You may be wondering 1) why the National Statuary Hall even has statues of men who betrayed their nation in the defense of slavery, and 2) why anybody would support keeping the statues of traitors in the Capitol Building (especially after that building had been assaulted by an insurrectionist mob attempting to disrupt the legitimate election of a new president). The answer to both of those questions is as follows: a lot of Republican politicians are massive assholes and/or racists who are okay with folks overthrowing the legitimate government if it will put Republicans in charge.
(SPOILER #2: 121 Republicans in the House voted also against certifying Arizona’s electoral outcome and 138 House Republicans voted against certifying Pennsylvania’s electoral outcome even though both states certified their election results as legitimate.)
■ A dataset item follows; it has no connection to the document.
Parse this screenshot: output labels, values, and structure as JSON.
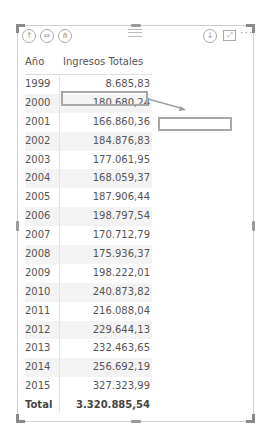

I’m glad the statues are being removed…but I’m also a tad troubled by the inclusion of John Kenna. The resolution pertains to statues of “any individual who served voluntarily at any time as a member of the Armed Forces of the Confederate States of America or of the military of a State while the State was in open rebellion against the United States.” And yeah, that’s John Kenna, right there.

Here’s why I’m troubled. Kenna was just a grunt. An enlisted soldier. But his statue is being treated as equally offensive as that of the president of the Confederacy and the military leaders of the CSA. Kenna was only 16 and had little education when he joined the CSA, he never held any high military rank, neither he nor any of his family owned slaves, there’s no written record of him promoting slavery or white supremacy before or after the war. But his statue is being given the same treatment as the statue of Jefferson Davis.
Did Kenna fight on the wrong side of the war? Absolutely. But he was just a kid. Did he fight against the legitimate government of the United States? Yep, he did. But he was just a kid. Did he fight in favor of an economic system that dehumanized black people? Yes, he surely did. But he was just a kid. Did he believe slavery was right? I don’t know…maybe. Probably, since he grew up with it and didn’t know any better because he was just a kid. My guess–and I admit I have nothing at all to base this on–is that Kenna had no more sense of what he was fighting for or against than the kids who fought in Vietnam. My guess is John Kenna went where he was told to go, shot who he was told to shoot at, and did what he thought was his duty.
But that’s the thing, isn’t it. You make choices, even as a kid. And you own those choices, even if you were acting out of ignorance. John Kenna volunteered to put on the uniform and fight for the Confederacy. So his statue has to go. Has to.

But we don’t have cheer for it. We can celebrate the removal of the leaders of the Confederacy, the men who knew what they were doing and why. But when we remove Kenna’s statue, we need to remember the reality that enlisted personnel are tools that our leaders use for their own purposes.
(SPOILER #3: Think about John Kenna when you hear that South Dakota Republican Gov. Kristi Noem has authorized a Republican billionaire to fund the deployment of her National Guard troops to the Mexican border at the request of Texas Republican Gov. Gregg Abbott.)